A small tree to about 35 ft high, with a white bark; young shoots warty and glabrous. Leaves 2 to 3 in. long, ovate to triangular-ovate, rounded, cuneate or truncate at the base, shortly tapered at the apex, sharply and irregularly toothed, dull green above, glabrous beneath, with up to eight pairs of veins. Female catkins cylindric, 1 to 11⁄2 in. long and about 2⁄5 in. wide, short-stalked; lateral lobes of scales spreading, longer than the terminal one; wings of nutlets deeply notched.
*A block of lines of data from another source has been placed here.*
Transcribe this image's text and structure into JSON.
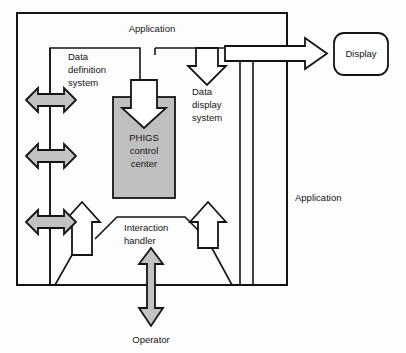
{
  "diagram": {
    "background_color": "#fdfdfd",
    "line_color": "#141414",
    "gray_fill": "#c2c2c2",
    "box_gray_fill": "#bfbfbf",
    "labels": {
      "application_top": "Application",
      "application_right": "Application",
      "data_definition_system": "Data\ndefinition\nsystem",
      "data_definition_line1": "Data",
      "data_definition_line2": "definition",
      "data_definition_line3": "system",
      "data_display_line1": "Data",
      "data_display_line2": "display",
      "data_display_line3": "system",
      "phigs_line1": "PHIGS",
      "phigs_line2": "control",
      "phigs_line3": "center",
      "interaction_line1": "Interaction",
      "interaction_line2": "handler",
      "display": "Display",
      "operator": "Operator"
    },
    "nodes": [
      {
        "id": "application-frame",
        "label": "Application",
        "shape": "rectangle"
      },
      {
        "id": "data-definition-system",
        "label": "Data definition system",
        "shape": "open-rectangle"
      },
      {
        "id": "phigs-control-center",
        "label": "PHIGS control center",
        "shape": "filled-rectangle",
        "fill": "#bfbfbf"
      },
      {
        "id": "data-display-system",
        "label": "Data display system",
        "shape": "open-rectangle"
      },
      {
        "id": "interaction-handler",
        "label": "Interaction handler",
        "shape": "open-polygon"
      },
      {
        "id": "display",
        "label": "Display",
        "shape": "rounded-rectangle"
      },
      {
        "id": "operator",
        "label": "Operator",
        "shape": "label"
      }
    ],
    "connectors": [
      {
        "id": "app-to-datadef-1",
        "style": "gray-double-arrow",
        "orientation": "horizontal"
      },
      {
        "id": "app-to-datadef-2",
        "style": "gray-double-arrow",
        "orientation": "horizontal"
      },
      {
        "id": "app-to-interaction",
        "style": "gray-double-arrow",
        "orientation": "horizontal"
      },
      {
        "id": "datadef-to-phigs",
        "style": "hollow-arrow",
        "orientation": "down"
      },
      {
        "id": "app-to-datadisplay",
        "style": "hollow-arrow",
        "orientation": "down"
      },
      {
        "id": "datadisplay-to-display",
        "style": "hollow-arrow",
        "orientation": "right"
      },
      {
        "id": "interaction-to-phigs",
        "style": "hollow-arrow",
        "orientation": "up"
      },
      {
        "id": "interaction-to-app",
        "style": "hollow-arrow",
        "orientation": "up"
      },
      {
        "id": "operator-to-interaction",
        "style": "gray-double-arrow",
        "orientation": "vertical"
      }
    ]
  }
}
A native of eastern N. America from Nova Scotia to Vermont. It resembles B. populifolia, but in that species the leaves are more finely tapered at the apex and the margins sharply double-toothed. There are two specimens of this birch at Westonbirt, planted in 1934, the taller 47 × 13⁄4 ft (1965) and another at Hergest Croft, Heref., 45 × 6 ft (1961).
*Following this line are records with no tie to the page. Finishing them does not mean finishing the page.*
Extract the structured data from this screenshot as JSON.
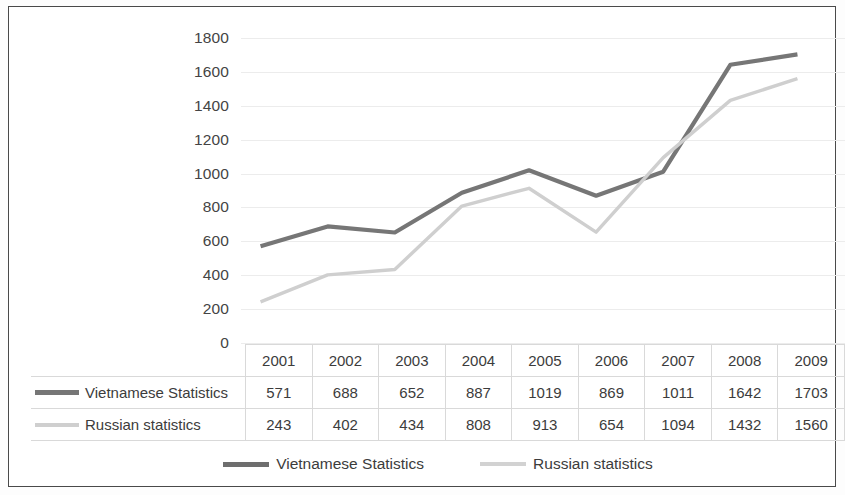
{
  "chart_data": {
    "type": "line",
    "title": "",
    "xlabel": "",
    "ylabel": "",
    "categories": [
      "2001",
      "2002",
      "2003",
      "2004",
      "2005",
      "2006",
      "2007",
      "2008",
      "2009"
    ],
    "series": [
      {
        "name": "Vietnamese Statistics",
        "color": "#767676",
        "values": [
          571,
          688,
          652,
          887,
          1019,
          869,
          1011,
          1642,
          1703
        ]
      },
      {
        "name": "Russian statistics",
        "color": "#cfcfcf",
        "values": [
          243,
          402,
          434,
          808,
          913,
          654,
          1094,
          1432,
          1560
        ]
      }
    ],
    "ylim": [
      0,
      1800
    ],
    "ytick_step": 200,
    "yticks": [
      "1800",
      "1600",
      "1400",
      "1200",
      "1000",
      "800",
      "600",
      "400",
      "200",
      "0"
    ],
    "grid": true,
    "legend_position": "bottom"
  },
  "table": {
    "row_label_header": "",
    "year_headers": [
      "2001",
      "2002",
      "2003",
      "2004",
      "2005",
      "2006",
      "2007",
      "2008",
      "2009"
    ],
    "rows": [
      {
        "label": "Vietnamese Statistics",
        "swatch": "vn",
        "cells": [
          "571",
          "688",
          "652",
          "887",
          "1019",
          "869",
          "1011",
          "1642",
          "1703"
        ]
      },
      {
        "label": "Russian statistics",
        "swatch": "ru",
        "cells": [
          "243",
          "402",
          "434",
          "808",
          "913",
          "654",
          "1094",
          "1432",
          "1560"
        ]
      }
    ]
  },
  "legend": {
    "items": [
      {
        "label": "Vietnamese Statistics",
        "swatch": "vn"
      },
      {
        "label": "Russian statistics",
        "swatch": "ru"
      }
    ]
  }
}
B. × coerulea Blanch. – The status of this tree is uncertain. It is agreed that it is of hybrid origin, with B. populifolia as one parent. The other parent is either B. coerulea-grandis or B. papyrifera. It differs from B. populifolia in having the undersides of the leaves hairy on the midrib and main veins, and from B. coerulea-grandis in its smaller leaves (to about 21⁄4 in. long), wedge-shaped at the base.